Writing is a mystery.
For me, this lead is boring:
ON a recent visit to the Statue of Liberty, I was struck by how many French people were at the site.
This one works:
ON a recent visit to the Statue of Liberty, my first since the sixth grade, I was struck by how many French people were at the site.
Why should that be?
The point of an introductory sentence is to engage the reader's attention and raise his interest. In the second version, the inclusion of a personal detail changes the observation from general to personal and implicitly encourages the reader to identify with the author. If you can induce empathy, you can grab your reader.
ReplyDeleteHi Doug!
ReplyDeleteWhy does the detail recent visit to the Statue of Liberty not engage interest while "since I was in 6th grade" does??
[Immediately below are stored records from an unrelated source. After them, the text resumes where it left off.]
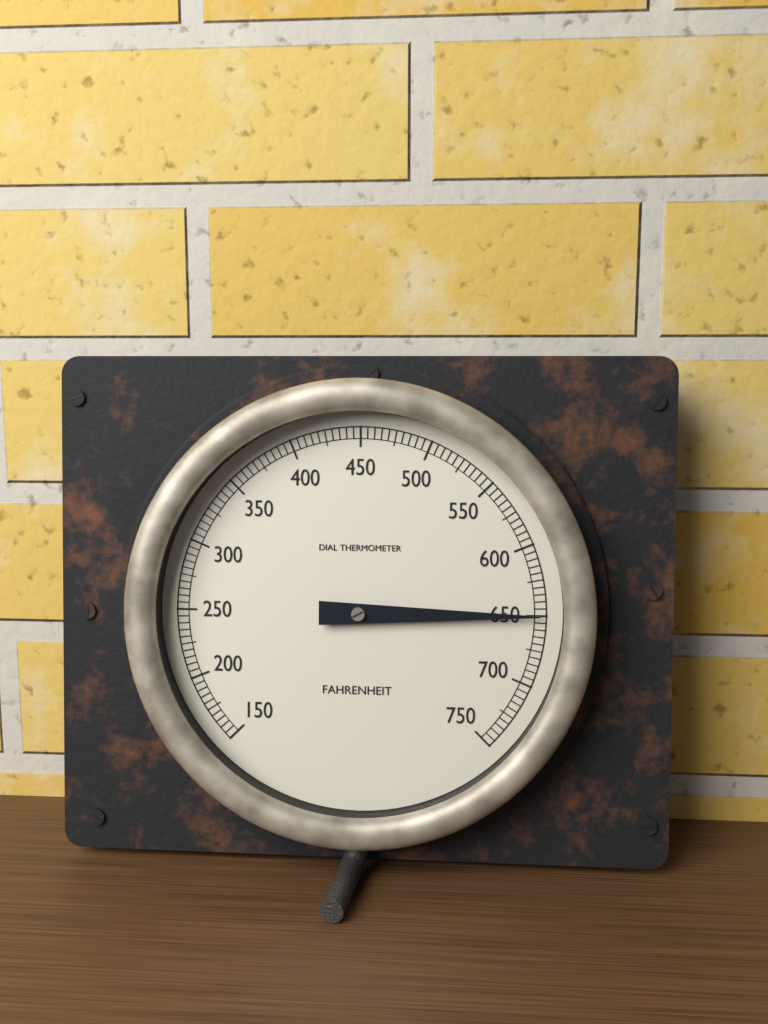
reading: 650 °F
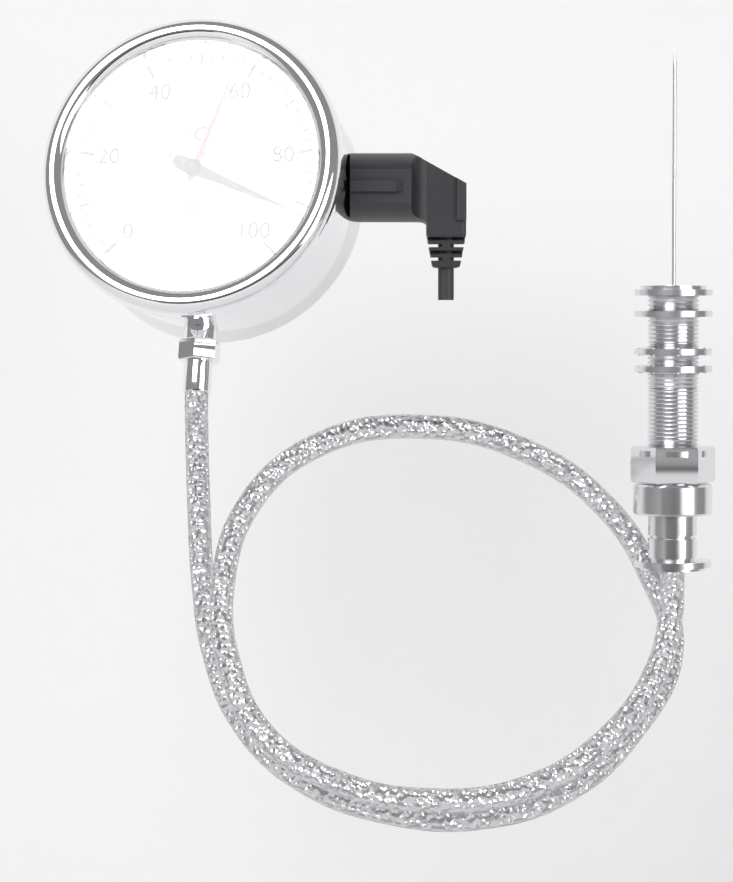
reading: 92 °C
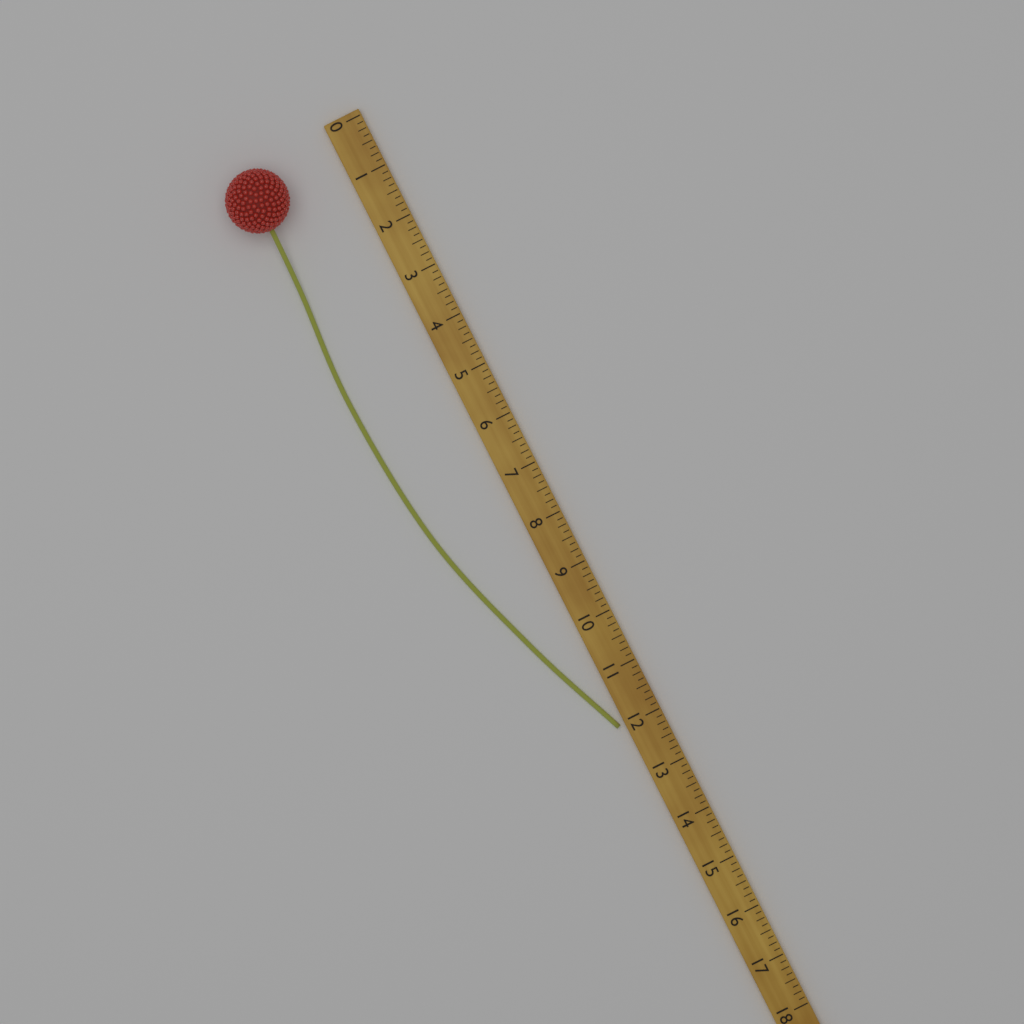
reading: 12.000 (no unit)
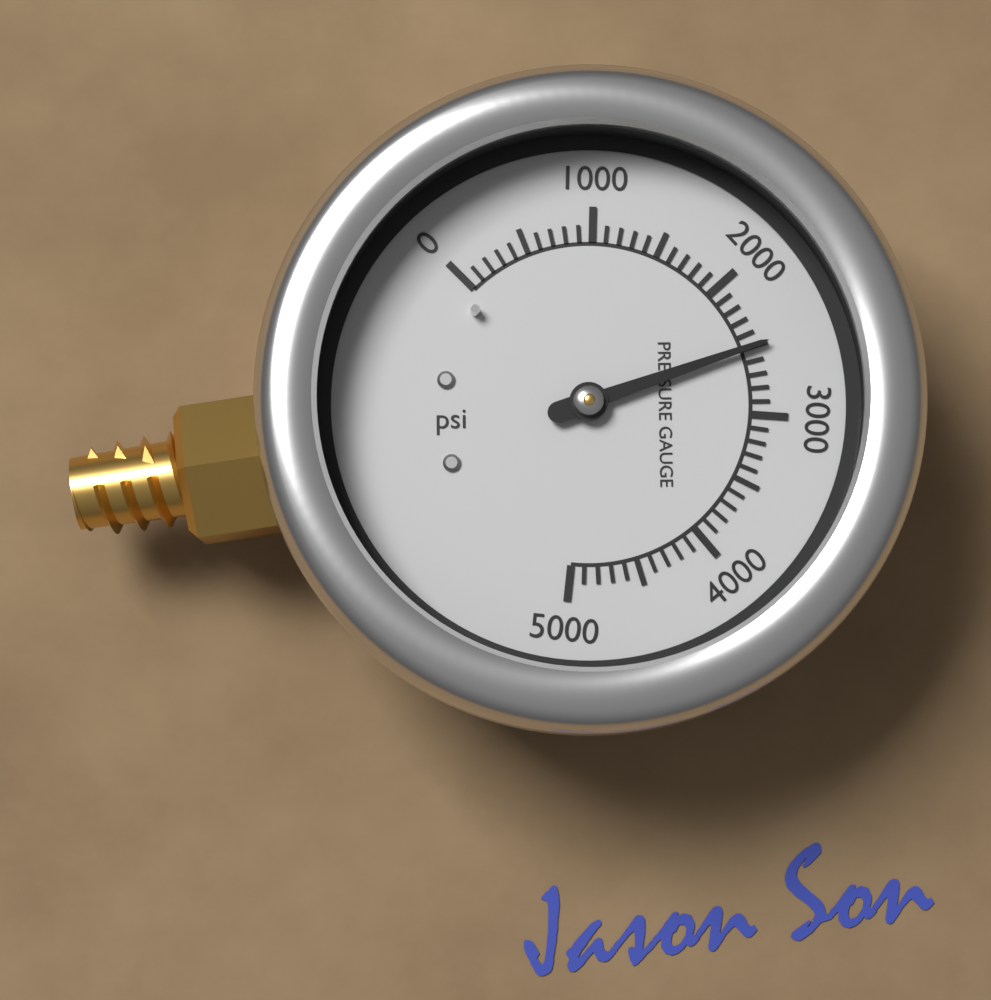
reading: 2500 psi
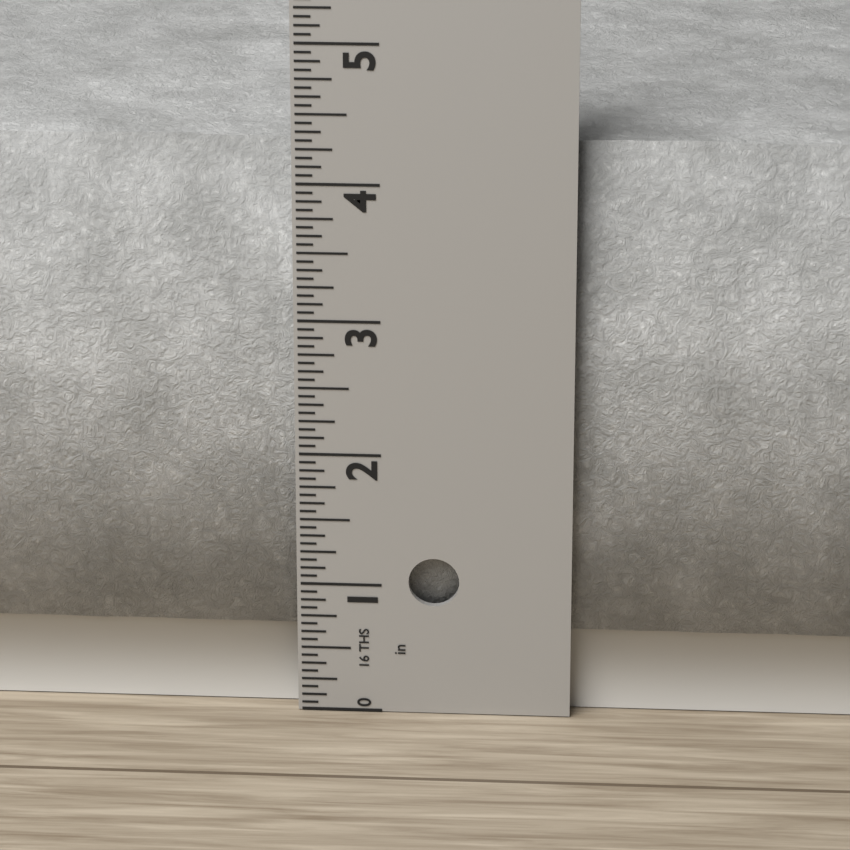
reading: 4.3125 in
ReplyDeleteHere's another question.
I'm wondering whether lead paragraphs often have an "engaging detail" that's slightly "irrelevant" to the actual story.
Ed said he tells his students to dive right into the topic, which is something they don't do automatically.
I wonder if there's a kind of "transition" from "everyone's world" to "particular world of the story...."
I don't know what I'm saying, exactly, but I do know that it feels wrong -- to me and to students learning to write -- simply to dive into a topic without some kind of introductory "invitation" to the reader.
When good writers dive into a topic they often use that intuitive feeling to their own purposes by violating it. (I think.)
I'm reading Angela's Ashes -- here's the first paragraph:
My father and mother should have stayed in New York where they met and married and where I was born. Instead, they returned to Ireland when I was four, my brother, Malachy, three, the twins, Oliver and Eugene, barely one, and my sister, Margaret, dead and gone.
The first sentence of the book, and already a dead baby.
Of course, in a way, it's fair warning.
synchronicity alert: while I was writing that comment my copy of Classical Rhetoric for the Modern Student arrived.
ReplyDeleteI'm thinking: how am I going to learn math AND learn rhetoric AND teach Andrew grammar AND earn a living?
hmm..
Ed lost 100 words to a freaking Maureen Down correction!
ReplyDeleteaack
He'd been told the piece would be 600 words, and it had been edited to 600 & then at the last minute another 100 had to be cut.
This morning we saw the Dowd correction.
http://www.nytimes.com/2008/07/03/opinion/03berenson.html?ref=opinion
ReplyDeleteDid they cut the online version also? If so that would be a good example of newspaper "dead tree" thinking....
Congrats to Ed. Nice piece of writing.
Thanks, Ben!
ReplyDeleteI think that's the whole piece.
He's heard from all kinds of people - he's heard from people who say they've got documents about all these things -- !
Ed says the reason "I went to the Statue of Liberty" is a boring personal detail and "It was my first visit since 6th grade" is an interesting detail is that 6th grade is "Proustian" - it awakens memories of the past, when the reader visited the Statue of Liberty (or could have).
ReplyDeleteHis original draft was about the changing meaning of the Statue since 9/11 - about the hours of security you have to go through, and about the fact that the spiral staircase inside the Statue is closed for good. He went through all kinds of examples of people fighting revolutions inside their own countries & building Statues of Liberty, or physically imitating Statues of Liberty. Apparently at one point there was violence in Liberia & the rebels all assumed the pose of the Statue.
His argument was that the Statue has become an international symbol of freedom. It was moving.